The Crocodile Who Ate the Sun, 2015
Series of 12 photographs, printed flyer, handwritten text
ΕΜΣΤ Collection
Acquired 2025

Rabih Mroué is one of the most significant figures of the contemporary Lebanese cultural diaspora, having developed a multifaceted body of work that spans theatre, the visual arts, and writing. His practice explores memory and narration, particularly in relation to traumatic historical events such as the Lebanese Civil War, and broader geopolitical conflicts in the Middle East. Through staged dialogues, personal testimonies, and archival references, he challenges the concept of truth and examines how historical memory is constructed. The work revisits the summer of 1982 through a reflective lens. At that time, the then fifteen-year-old artist witnessed the Israeli army dropping hundreds of thousands of leaflets over Beirut during the Lebanon War. These leaflets, which provided instructions to civilians, simultaneously served as tools of intimidation and psychological manipulation. Three decades later, Mroué reproduced one of these leaflets and subjected it to collective handling. He distributed copies to friends and colleagues, inviting them to touch, handle, and engage with them freely while recounting their own memories. He then photographed the weathered documents: torn, crumpled, stained, or folded, they bear the traces of touch and remembrance.
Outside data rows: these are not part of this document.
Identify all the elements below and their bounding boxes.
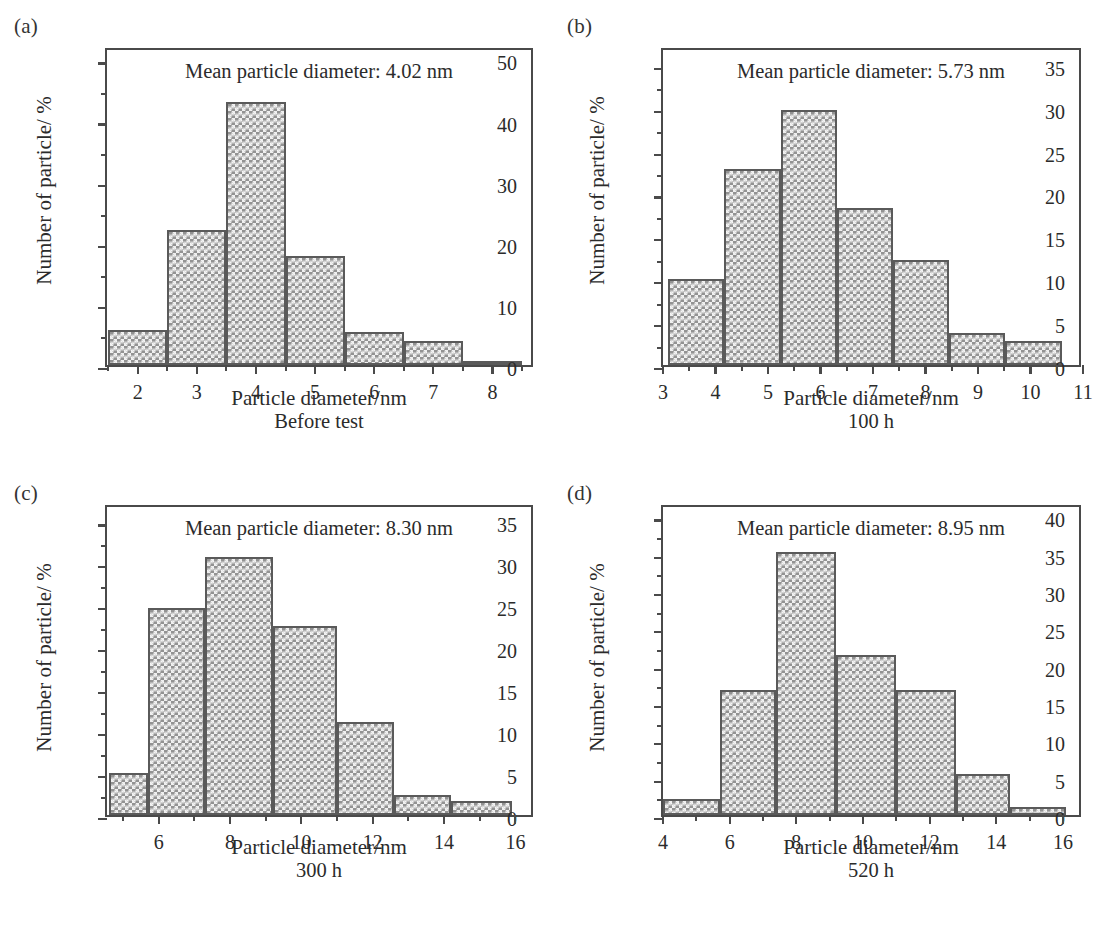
- x-axis-minor-tick: [225, 365, 227, 371]
- histogram-bar: [836, 655, 896, 815]
- y-axis-tick: [98, 608, 107, 610]
- x-axis-tick: [1082, 365, 1084, 374]
- histogram-bar: [109, 773, 148, 815]
- y-axis-minor-tick: [101, 713, 107, 715]
- x-axis-tick: [862, 815, 864, 824]
- y-axis-tick: [98, 246, 107, 248]
- y-axis-tick: [654, 519, 663, 521]
- histogram-bar: [1005, 341, 1062, 365]
- x-axis-minor-tick: [479, 815, 481, 821]
- y-axis-minor-tick: [101, 755, 107, 757]
- x-axis-minor-tick: [107, 365, 109, 371]
- condition-caption-a: Before test: [105, 410, 533, 434]
- y-axis-tick: [98, 692, 107, 694]
- x-axis-minor-tick: [895, 815, 897, 821]
- bar-series-a: [107, 50, 531, 365]
- plot-area-d: Mean particle diameter: 8.95 nm 05101520…: [661, 505, 1081, 817]
- y-axis-tick-label: 20: [1045, 186, 1065, 209]
- x-axis-title-a: Particle diameter/nm: [231, 386, 407, 410]
- x-axis-minor-tick: [462, 365, 464, 371]
- x-axis-minor-tick: [285, 365, 287, 371]
- y-axis-tick-label: 40: [1045, 509, 1065, 532]
- y-axis-tick: [98, 776, 107, 778]
- x-axis-minor-tick: [688, 365, 690, 371]
- histogram-bar: [781, 110, 837, 365]
- y-axis-tick: [654, 196, 663, 198]
- x-axis-minor-tick: [166, 365, 168, 371]
- y-axis-minor-tick: [657, 687, 663, 689]
- histogram-bar: [148, 608, 205, 815]
- y-axis-tick-label: 35: [1045, 546, 1065, 569]
- y-axis-minor-tick: [657, 347, 663, 349]
- x-axis-tick: [229, 815, 231, 824]
- x-axis-tick: [314, 365, 316, 374]
- condition-caption-b: 100 h: [661, 410, 1081, 434]
- y-axis-tick: [654, 325, 663, 327]
- y-axis-tick-label: 20: [497, 640, 517, 663]
- y-axis-tick: [98, 818, 107, 820]
- y-axis-tick: [98, 566, 107, 568]
- x-axis-minor-tick: [829, 815, 831, 821]
- y-axis-tick-label: 40: [497, 113, 517, 136]
- x-axis-tick: [432, 365, 434, 374]
- y-axis-tick: [98, 123, 107, 125]
- y-axis-tick-label: 15: [1045, 229, 1065, 252]
- y-axis-tick: [654, 239, 663, 241]
- y-axis-minor-tick: [101, 215, 107, 217]
- x-axis-title-d: Particle diameter/nm: [783, 835, 959, 859]
- x-axis-minor-tick: [793, 365, 795, 371]
- y-axis-minor-tick: [657, 175, 663, 177]
- y-axis-tick: [654, 631, 663, 633]
- y-axis-minor-tick: [101, 797, 107, 799]
- panel-b: (b) Number of particle/ % Mean particle …: [553, 0, 1106, 467]
- y-axis-tick-label: 15: [1045, 696, 1065, 719]
- y-axis-minor-tick: [101, 154, 107, 156]
- histogram-bar: [345, 332, 404, 365]
- y-axis-minor-tick: [657, 575, 663, 577]
- y-axis-minor-tick: [101, 671, 107, 673]
- plot-area-a: Mean particle diameter: 4.02 nm 01020304…: [105, 48, 533, 367]
- y-axis-tick: [654, 68, 663, 70]
- y-axis-tick-label: 5: [1055, 315, 1065, 338]
- histogram-bar: [893, 260, 949, 365]
- x-axis-minor-tick: [193, 815, 195, 821]
- x-axis-tick: [300, 815, 302, 824]
- histogram-bar: [286, 256, 345, 365]
- plot-area-c: Mean particle diameter: 8.30 nm 05101520…: [105, 505, 533, 817]
- histogram-bar: [404, 341, 463, 365]
- x-axis-tick: [1029, 365, 1031, 374]
- histogram-bar: [273, 626, 337, 815]
- x-axis-tick: [255, 365, 257, 374]
- y-axis-minor-tick: [657, 218, 663, 220]
- x-axis-tick: [662, 815, 664, 824]
- x-axis-minor-tick: [265, 815, 267, 821]
- y-axis-tick-label: 5: [507, 766, 517, 789]
- y-axis-tick: [98, 368, 107, 370]
- y-axis-minor-tick: [101, 337, 107, 339]
- y-axis-tick: [98, 62, 107, 64]
- x-axis-tick: [767, 365, 769, 374]
- y-axis-tick-label: 30: [1045, 100, 1065, 123]
- x-axis-tick: [729, 815, 731, 824]
- x-axis-minor-tick: [403, 365, 405, 371]
- y-axis-tick-label: 30: [1045, 584, 1065, 607]
- y-axis-tick-label: 30: [497, 174, 517, 197]
- y-axis-tick-label: 20: [497, 235, 517, 258]
- histogram-bar: [837, 208, 893, 365]
- histogram-bar: [663, 799, 720, 815]
- x-axis-tick: [819, 365, 821, 374]
- x-axis-tick: [977, 365, 979, 374]
- y-axis-tick: [98, 734, 107, 736]
- bar-series-c: [107, 507, 531, 815]
- histogram-bar: [724, 169, 780, 365]
- y-axis-tick: [654, 669, 663, 671]
- x-axis-tick: [491, 365, 493, 374]
- histogram-bar: [668, 279, 724, 365]
- x-axis-tick: [373, 365, 375, 374]
- y-axis-tick: [654, 154, 663, 156]
- y-axis-minor-tick: [101, 276, 107, 278]
- plot-area-b: Mean particle diameter: 5.73 nm 05101520…: [661, 48, 1081, 367]
- y-axis-title-d: Number of particle/ %: [585, 518, 610, 798]
- y-axis-tick: [654, 557, 663, 559]
- x-axis-minor-tick: [962, 815, 964, 821]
These photographs serve as keepsakes of trauma and traces of a collective experience. The work focuses on the violence inscribed within the material remnants of history. As a contemporary memento mori, it does not merely evoke mortality but also sheds light on contemporary “necropolitics”, where power determines who is granted the right to live and who is rendered expendable and forgotten. The artwork’s title refers to a children’s fairy tale in which a crocodile swallows the sun, plunging the world into darkness. Although the sun eventually returns and order is restored, distrust remains: the animals continue to hate all crocodiles, showing how a single event can generate lasting collective prejudices.

Rabih Mroué was born in 1967 in Beirut. He lives and works in Berlin.